Picture Post, 1939
Wiganers are passionately keen on education. There are eight Evening Institutes for further education of children. Adults can find classes in an immense variety of subjects. There are also classes for unemployed.
James Sullivan, who came to the town from Cardiff, has been Wigan's full back at the Northern Union game for 17 seasons, kicking 100 goals a season. He is now the captain and a local hero.
The card-room is the room into which cotton emerges in thread form. Blacking-out has meant big problems in such rooms as this, which cover a vast area and have all-glass roofs.
Mr. J. Dean, the head master, has organised his boys well. 210 of them march in orderly files to the shelters with their masters, in two minutes. Inside are benches made by the masters in the school workshop.

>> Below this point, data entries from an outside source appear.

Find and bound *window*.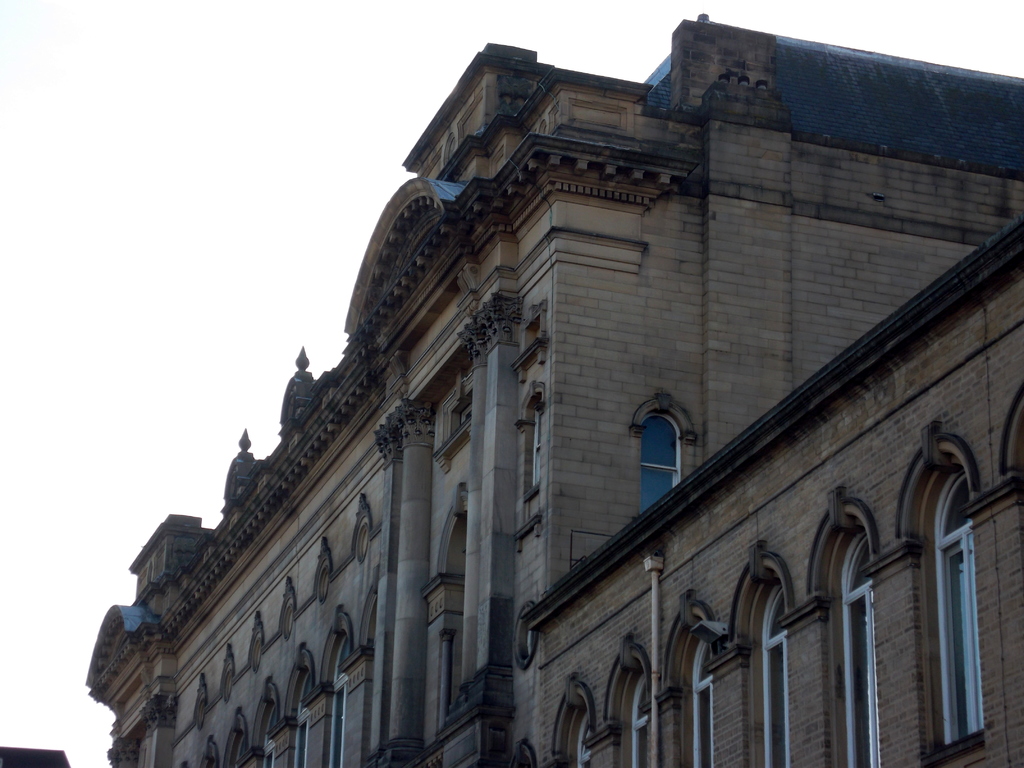
Bound: detection(806, 483, 883, 767).
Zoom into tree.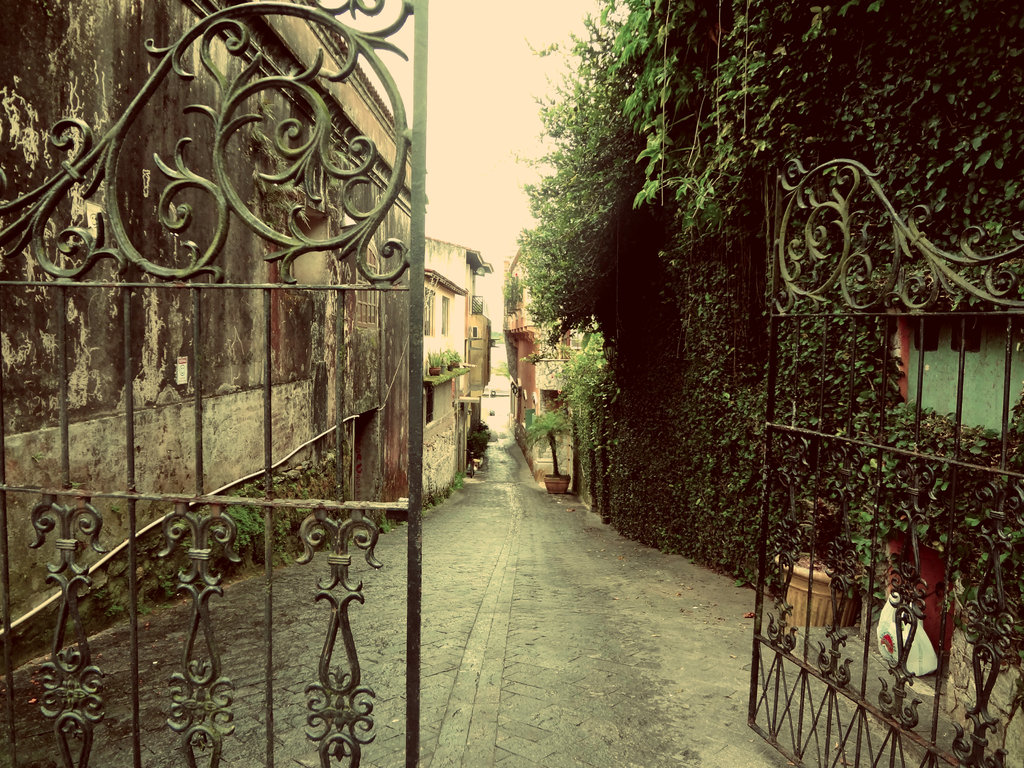
Zoom target: 419 339 461 396.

There is a theatre, where the local comedian, Tom Moss, is the greatest attraction; prices from 6d. to 1s. 3d. to 2s. on Saturdays. There is a greyhound racing track; 6d. admission, 6d. the enclosure. And, above all there are the Rugby League matches, at the Wigan Ground, Central Park, admission 1s. to 3s. 6d. This game has drawn over 40,000 people at Wigan. The greatest personality is Jimmie Sullivan, the Wigan full-back, who has played for the team for 18 years and kicked a hundred goals every season. Rugby League, which is faster than the Rugby Union game, is played thirteen-a-side and there are many differences in the rules. In this country, it is played almost entirely in Lancashire and Yorkshire. Wigan has been one of the most enterprising clubs in the Rugby League. It has not only brought many players from South Africa, Australia and New Zealand, but has also brought a team manager from Australia namely Mr. Harry Sunderland.

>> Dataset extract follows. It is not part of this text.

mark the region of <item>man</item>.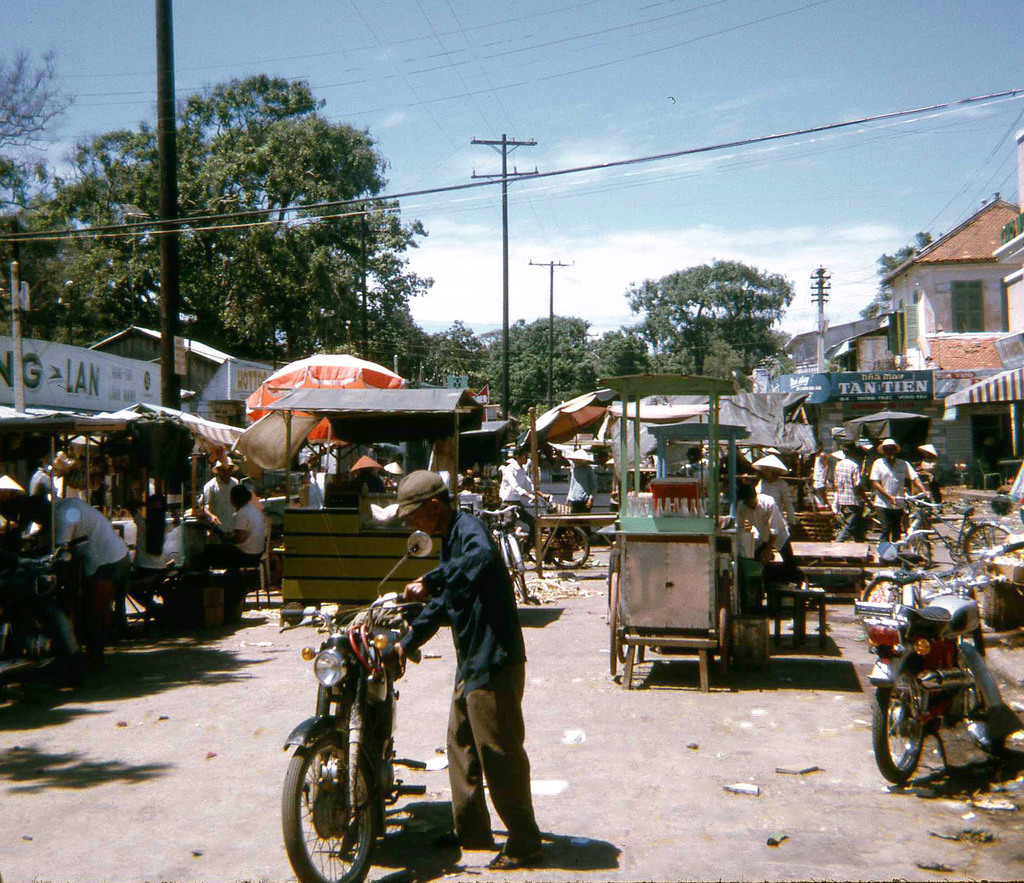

If you haven't any money to spend in Wigan, you can go to the library and read the papers, or take out one of the valuable collection of 100,000 books. You can have a swim in the Corporation Baths for 4d. (a popular pastime; 143,487 people used the bath during last year). Or you can attend an evening class in such subjects as first aid, physical training, dress making and needlework, languages, musical appreciation, speech training and drama, debating and history.
The most important week in the year is Wakes Week, which falls at the beginning of August. The place to go, of course, is Blackpool.
Popular centre for dancing is the Empress Hall. Dancing, as a rule, goes on every evening from 7.30 to 10.30. Hall holds 500. Price is 6d. a head; 1s. on Saturdays.